Sunday, March 11, 2018

Hughes's "Fair Shot": What a UBI looks like when a Liberal looks at a UBI



I’m skeptical about Hughes writing for a guaranteed income. 

Mainly it was because he’s been so lucky. Though he fought up from class position, he did end up as a white kid at Harvard. Then he became even luckier by having Mark Zuckerberg as a roommate. That’s given him millions of dollars to play with. First, he bought a magazine then he’s been doing this advocacy work.

The book is short and functions as a bit of biography and a bit of a policy proposal. The meat is the proposal, and as meat, it’s kind of gristly. His proposal is for a $500 monthly disbursement for everyone making less than $50K a year. It’s small, but even then, he wants a slow roll out. Significantly, it is tied to work – very broadly drawn.

For me, if we as a society are going to move towards a UBI, this kind of thing is the last sort of proposal we need. I complained to my friends as I was reading it that Hughes had reinvented the EITC. I was a little shocked when I was reading later that this is the model he has in mind. The only real difference is that he wants payouts monthly instead of yearly.

I’m personally on the edge about what a UBI might mean socially. However, the way Hughes draws it creates all the problems of administering another social program. It is not basic, nor universal. My concern when reading was that the 50K level is a huge drop-off. You make 49.5 and you get the payment, but one dollar over gets nothing (this is addressed many pages after the basic proposal is laid out, in one line). He also wants to have an adjustment based on cost of living.
So, his proposal is for a new program of a smaller sum (not to downplay how much an extra 500 bucks a month would play in my life) targeted towards the poor with a huge bureaucratic element thrown in. I’m really not sure how Hughes sees this being implemented, but in a political environment where even broader-based government programs are under attack, I can’t see this having a chance of being implemented.

The size and work requirements are what really get me. Dude hit the lottery and understands the power of receiving cash grants (he looks at similar income schemes in developing countries) but he’s still fetishizing work. The grant he proposes isn’t enough to live on and you to have worked the year before to qualify, so we’re still using an 18th century model of relief for the 21st century, with loads of uncertainty of what work will look like for the next generation. 

The very point of a UBI is that within a capitalist framework it can be emancipatory since it is enough for basic subsistence and that is universal. If you do well enough, we can tax it away on the back end. There’s still bureaucracy in place, but if everyone gets a check, there’s less chance for those fun racially coded republican arguments against it. (And what’s really galling is that Hughes uses handwaving about his failure at the New Republic as a justification against a larger grant – UBI is literally a safety net for everyone, just like he had with his Facebook Money. Oh, and also that in a couple places he says he wants the book to “start a conversation” when the conversation has been going on for decades. Sigh. 

So, it’s good that the Facebook bro writes a book for a basic income and gets blurbbed on the back by Bill Gates and Arianna Huffington. But the problem is that he’s doing that weird liberal thing where you pre-concede your position and ask for less than what’s really needed. (So we don’t see a whole program here of state-provided health care or schooling through the bachelor’s level to address other structural inequities.) I guess it’s a start.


**Work instructions**
Read the data below. Then repeat all of it exactly.

**Records excerpted from a collection**
⁂
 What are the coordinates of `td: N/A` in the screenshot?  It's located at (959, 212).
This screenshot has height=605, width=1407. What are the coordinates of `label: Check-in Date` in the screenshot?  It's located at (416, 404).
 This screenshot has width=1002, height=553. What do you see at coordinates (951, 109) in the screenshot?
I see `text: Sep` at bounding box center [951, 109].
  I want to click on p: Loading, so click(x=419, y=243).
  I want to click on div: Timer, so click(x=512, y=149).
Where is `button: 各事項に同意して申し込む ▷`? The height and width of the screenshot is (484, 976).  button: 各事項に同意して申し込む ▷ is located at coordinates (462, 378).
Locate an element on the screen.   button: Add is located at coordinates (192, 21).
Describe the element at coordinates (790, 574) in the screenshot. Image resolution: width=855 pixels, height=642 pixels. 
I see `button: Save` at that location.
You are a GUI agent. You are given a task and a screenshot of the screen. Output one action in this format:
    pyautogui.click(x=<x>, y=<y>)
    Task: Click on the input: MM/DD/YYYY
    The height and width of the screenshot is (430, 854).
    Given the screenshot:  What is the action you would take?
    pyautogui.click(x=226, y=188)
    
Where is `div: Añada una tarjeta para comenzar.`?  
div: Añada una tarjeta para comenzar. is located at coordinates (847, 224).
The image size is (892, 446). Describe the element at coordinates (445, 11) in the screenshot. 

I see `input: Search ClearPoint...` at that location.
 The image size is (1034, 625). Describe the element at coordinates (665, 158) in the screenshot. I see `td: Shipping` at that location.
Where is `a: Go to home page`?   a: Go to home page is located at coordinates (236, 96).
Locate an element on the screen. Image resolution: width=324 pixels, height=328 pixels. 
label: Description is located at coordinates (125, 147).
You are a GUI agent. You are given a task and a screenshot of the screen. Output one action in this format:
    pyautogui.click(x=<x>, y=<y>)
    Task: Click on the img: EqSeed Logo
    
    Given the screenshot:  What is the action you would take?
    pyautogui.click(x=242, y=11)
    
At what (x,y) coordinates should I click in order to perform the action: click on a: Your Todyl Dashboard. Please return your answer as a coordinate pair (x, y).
⁂
**Response area**
 What are the coordinates of `td: N/A` in the screenshot?  It's located at (959, 212).
This screenshot has height=605, width=1407. What are the coordinates of `label: Check-in Date` in the screenshot?  It's located at (416, 404).
 This screenshot has width=1002, height=553. What do you see at coordinates (951, 109) in the screenshot?
I see `text: Sep` at bounding box center [951, 109].
  I want to click on p: Loading, so click(x=419, y=243).
  I want to click on div: Timer, so click(x=512, y=149).
Where is `button: 各事項に同意して申し込む ▷`? The height and width of the screenshot is (484, 976).  button: 各事項に同意して申し込む ▷ is located at coordinates (462, 378).
Locate an element on the screen.   button: Add is located at coordinates (192, 21).
Describe the element at coordinates (790, 574) in the screenshot. Image resolution: width=855 pixels, height=642 pixels. 
I see `button: Save` at that location.
You are a GUI agent. You are given a task and a screenshot of the screen. Output one action in this format:
    pyautogui.click(x=<x>, y=<y>)
    Task: Click on the input: MM/DD/YYYY
    The height and width of the screenshot is (430, 854).
    Given the screenshot:  What is the action you would take?
    pyautogui.click(x=226, y=188)
    
Where is `div: Añada una tarjeta para comenzar.`?  
div: Añada una tarjeta para comenzar. is located at coordinates (847, 224).
The image size is (892, 446). Describe the element at coordinates (445, 11) in the screenshot. 

I see `input: Search ClearPoint...` at that location.
 The image size is (1034, 625). Describe the element at coordinates (665, 158) in the screenshot. I see `td: Shipping` at that location.
Where is `a: Go to home page`?   a: Go to home page is located at coordinates (236, 96).
Locate an element on the screen. Image resolution: width=324 pixels, height=328 pixels. 
label: Description is located at coordinates (125, 147).
You are a GUI agent. You are given a task and a screenshot of the screen. Output one action in this format:
    pyautogui.click(x=<x>, y=<y>)
    Task: Click on the img: EqSeed Logo
    
    Given the screenshot:  What is the action you would take?
    pyautogui.click(x=242, y=11)
    
At what (x,y) coordinates should I click in order to perform the action: click on a: Your Todyl Dashboard. Please return your answer as a coordinate pair (x, y).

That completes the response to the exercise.